Baptism: God’s Way vs. Man’s Tradition
A Teaching Outline
I. The Biblical Pattern (NT Model)
A. Candidates for Baptism
Acts 2:38, 41 — Repentance and faith precede baptism.
Acts 8:12, 36–38 — Only those who believe the gospel are baptized.
Acts 18:8 — Hearing the Word → Belief → Baptism.
B. Purpose of Baptism
Sign and testimony of union with Christ (Rom. 6:3–4; Col. 2:12).
Outward profession of an inward reality (1 Pet. 3:21—“as an appeal to God for a good conscience”).
C. Timing of Baptism
Always after belief; no biblical examples of pre-faith baptism.
D. Summary Truth:
Baptism is not the cause of salvation—it is the public declaration of salvation already received by grace through faith (Eph. 2:8–9).
II. The Early Drift (2nd–3rd Century)
A. Fear of Infant Death
High mortality rates lead parents to seek a ritual guarantee of salvation.
Baptism begins to be given to dying infants—seen as an “emergency” exception.
B. Early Misinterpretations
John 3:5 (“born of water and the Spirit”) wrongly interpreted as baptismal regeneration.
Acts 2:38 taken to mean baptism itself grants forgiveness apart from faith.
C. Tradition Elevated Over Scripture
Origen claims infant baptism is “apostolic tradition” (no NT evidence).
Cyprian’s council (AD 253) rules baptism should not be delayed even to the 8th day.
III. The Full Corruption (4th Century Onward)
A. Augustine’s System
Baptism necessary for removing original sin.
Unbaptized infants are condemned.
B. Institutionalization in the Medieval Church
Baptism is seen as regenerating ex opere operato (“by the work worked”).
Faith is no longer required before baptism.
Catechesis happens after baptism, not before.
IV. The Reformation Response
A. Rejecting Roman Catholicism’s View
Reformers reject baptismal regeneration as a mechanical grace.
However, Lutherans and Reformed paedobaptists retain infant baptism as a covenant sign.
B. Baptist & Anabaptist Return to NT Model
Only baptize professing believers.
Baptism follows personal repentance and faith.

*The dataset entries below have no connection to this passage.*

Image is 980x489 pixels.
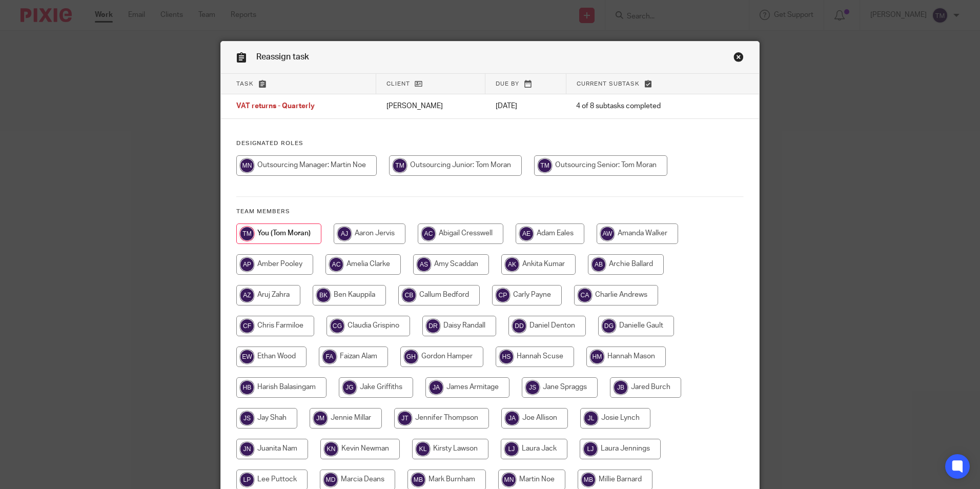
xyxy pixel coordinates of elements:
span: Task [236,81,253,87]
span: Client [387,81,410,87]
span: Due by [496,81,519,87]
span: Current subtask [577,81,640,87]
h4: Team members [236,208,743,216]
p: [PERSON_NAME] [387,101,476,111]
h4: Designated Roles [236,139,743,148]
td: 4 of 8 subtasks completed [565,95,715,119]
a: Close this dialog window [734,52,743,66]
span: VAT returns - Quarterly [236,103,315,110]
span: Reassign task [256,53,309,61]
p: [DATE] [496,101,556,111]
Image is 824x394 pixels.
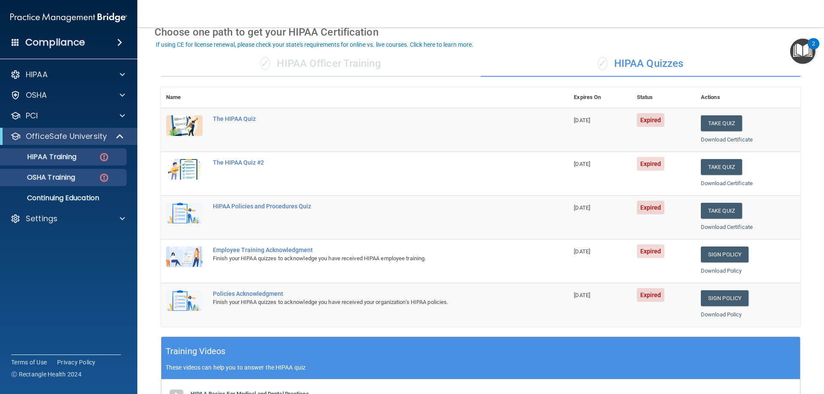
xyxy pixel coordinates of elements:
[154,40,475,49] button: If using CE for license renewal, please check your state's requirements for online vs. live cours...
[637,113,665,127] span: Expired
[10,111,125,121] a: PCI
[10,9,127,26] img: PMB logo
[637,157,665,171] span: Expired
[161,87,208,108] th: Name
[10,90,125,100] a: OSHA
[637,201,665,215] span: Expired
[632,87,696,108] th: Status
[25,36,85,48] h4: Compliance
[701,312,742,318] a: Download Policy
[213,203,526,210] div: HIPAA Policies and Procedures Quiz
[11,370,82,379] span: Ⓒ Rectangle Health 2024
[213,297,526,308] div: Finish your HIPAA quizzes to acknowledge you have received your organization’s HIPAA policies.
[161,51,481,77] div: HIPAA Officer Training
[701,159,742,175] button: Take Quiz
[6,194,123,203] p: Continuing Education
[26,131,107,142] p: OfficeSafe University
[156,42,473,48] div: If using CE for license renewal, please check your state's requirements for online vs. live cours...
[213,115,526,122] div: The HIPAA Quiz
[26,111,38,121] p: PCI
[154,20,807,45] div: Choose one path to get your HIPAA Certification
[574,292,590,299] span: [DATE]
[701,291,748,306] a: Sign Policy
[701,268,742,274] a: Download Policy
[569,87,631,108] th: Expires On
[574,205,590,211] span: [DATE]
[701,224,753,230] a: Download Certificate
[701,247,748,263] a: Sign Policy
[598,57,607,70] span: ✓
[701,115,742,131] button: Take Quiz
[166,364,796,371] p: These videos can help you to answer the HIPAA quiz
[26,90,47,100] p: OSHA
[213,254,526,264] div: Finish your HIPAA quizzes to acknowledge you have received HIPAA employee training.
[57,358,96,367] a: Privacy Policy
[213,291,526,297] div: Policies Acknowledgment
[11,358,47,367] a: Terms of Use
[481,51,800,77] div: HIPAA Quizzes
[701,203,742,219] button: Take Quiz
[213,247,526,254] div: Employee Training Acknowledgment
[213,159,526,166] div: The HIPAA Quiz #2
[10,131,124,142] a: OfficeSafe University
[26,214,58,224] p: Settings
[574,117,590,124] span: [DATE]
[166,344,226,359] h5: Training Videos
[675,333,814,368] iframe: Drift Widget Chat Controller
[637,288,665,302] span: Expired
[10,70,125,80] a: HIPAA
[696,87,800,108] th: Actions
[26,70,48,80] p: HIPAA
[574,161,590,167] span: [DATE]
[701,180,753,187] a: Download Certificate
[637,245,665,258] span: Expired
[10,214,125,224] a: Settings
[99,173,109,183] img: danger-circle.6113f641.png
[574,248,590,255] span: [DATE]
[99,152,109,163] img: danger-circle.6113f641.png
[790,39,815,64] button: Open Resource Center, 2 new notifications
[701,136,753,143] a: Download Certificate
[6,153,76,161] p: HIPAA Training
[6,173,75,182] p: OSHA Training
[812,44,815,55] div: 2
[260,57,270,70] span: ✓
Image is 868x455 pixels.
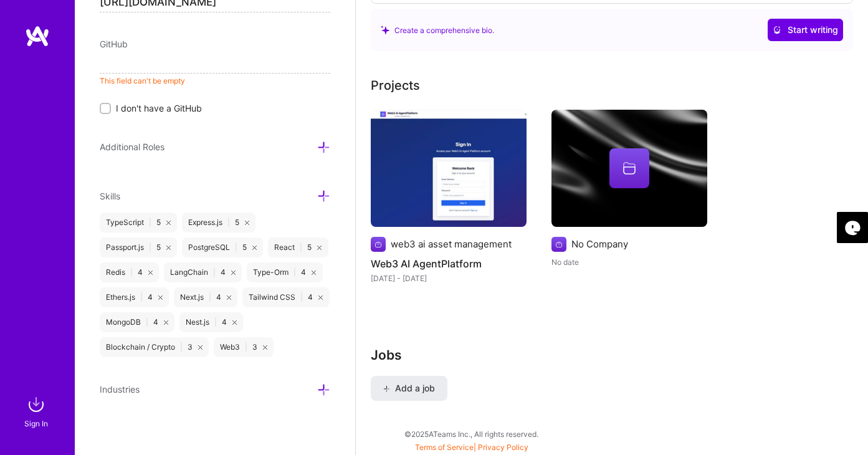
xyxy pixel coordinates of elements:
div: Blockchain / Crypto 3 [99,337,209,357]
p: This field can't be empty [99,76,330,87]
div: © 2025 ATeams Inc., All rights reserved. [75,418,868,449]
a: Privacy Policy [478,443,529,452]
div: web3 ai asset management [391,238,512,250]
span: | [180,342,183,352]
span: | [140,293,142,303]
span: | [245,342,247,352]
div: Web3 3 [214,337,274,357]
span: | [415,443,529,452]
img: logo [25,25,50,47]
i: icon Close [231,271,236,275]
span: | [209,293,212,303]
div: MongoDB 4 [99,313,174,332]
a: sign inSign In [26,392,49,430]
span: Add a job [384,382,435,395]
button: Add a job [371,376,448,401]
i: icon Close [198,346,202,350]
div: Redis 4 [99,262,159,282]
i: icon Close [159,296,163,300]
span: | [149,243,152,253]
span: | [300,293,303,303]
i: icon PlusBlack [384,385,390,392]
button: Start writing [768,19,843,41]
span: I don't have a GitHub [116,102,202,115]
i: icon Close [245,221,250,225]
div: Next.js 4 [174,287,238,308]
div: Passport.js 5 [99,238,177,257]
div: No date [551,255,707,269]
div: TypeScript 5 [99,212,177,233]
i: icon Close [164,320,169,325]
span: | [228,217,230,228]
div: Projects [371,76,420,95]
span: Skills [99,190,121,202]
i: icon CrystalBallWhite [773,25,781,35]
div: Create a comprehensive bio. [381,24,494,37]
img: sign in [24,392,49,417]
div: Nest.js 4 [180,313,243,332]
span: | [293,267,296,277]
img: Web3 AI AgentPlatform [371,110,527,227]
span: | [149,217,152,228]
span: | [300,243,302,253]
div: Tailwind CSS 4 [243,287,329,308]
span: | [146,317,148,327]
div: React 5 [268,238,328,257]
i: icon Close [312,271,316,275]
h3: Jobs [371,347,828,363]
i: icon Close [263,346,267,350]
i: icon Close [317,245,322,250]
span: Additional Roles [99,142,164,152]
i: icon Close [166,221,171,225]
span: | [214,317,217,327]
i: icon Close [166,245,171,250]
div: Type-Orm 4 [247,262,322,282]
i: icon Close [227,296,231,300]
div: [DATE] - [DATE] [371,272,527,285]
i: icon Close [148,271,153,275]
div: Sign In [24,417,48,430]
div: Express.js 5 [182,212,255,233]
img: Company logo [551,237,566,252]
img: Company logo [371,237,386,252]
i: icon SuggestedTeams [381,25,389,35]
span: | [213,267,216,277]
div: PostgreSQL 5 [182,238,263,257]
h4: Web3 AI AgentPlatform [371,255,527,272]
span: Industries [99,384,140,395]
span: GitHub [99,39,128,49]
i: icon Close [233,320,237,325]
div: No Company [572,238,628,250]
i: icon Close [252,245,257,250]
span: Start writing [773,24,838,36]
div: Ethers.js 4 [99,287,169,308]
img: cover [551,110,707,227]
div: LangChain 4 [164,262,242,282]
i: icon Close [319,296,323,300]
a: Terms of Service [415,443,474,452]
span: | [130,267,133,277]
span: | [235,243,238,253]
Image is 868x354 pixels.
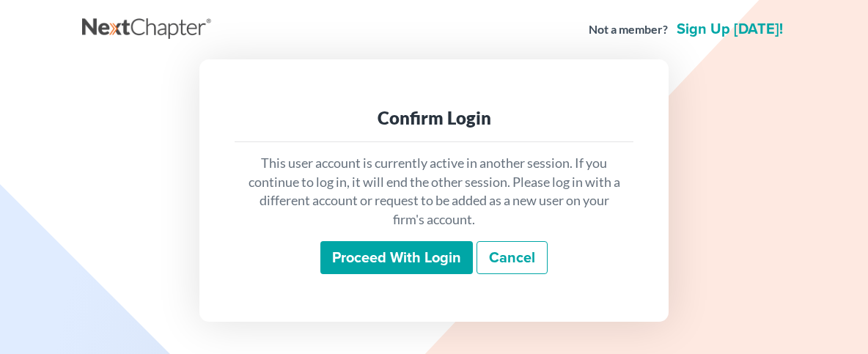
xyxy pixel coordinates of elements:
a: Cancel [477,242,547,275]
a: Sign up [DATE]! [673,22,786,37]
p: This user account is currently active in another session. If you continue to log in, it will end ... [246,154,622,230]
div: Confirm Login [246,106,622,130]
strong: Not a member? [588,21,667,38]
input: Proceed with login [320,242,473,275]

V. The Truth to Defend Today
One Gospel for All: Salvation is by grace alone, through faith alone, in Christ alone—not through ritual acts (Eph. 2:8–9; Titus 3:5).
One Baptism Pattern: Hear the gospel → Believe → Be baptized (Acts 2:41; Acts 8:12).
One Call to Guard: Reject any practice that confuses or replaces God’s appointed order.
Closing Exhortation:
We must be people of sola Scriptura—holding fast to the apostolic teaching and refusing to add traditions that comfort the flesh but contradict the Word. The NT gives us God’s mind on baptism—our duty is not to improve it, but to obey it.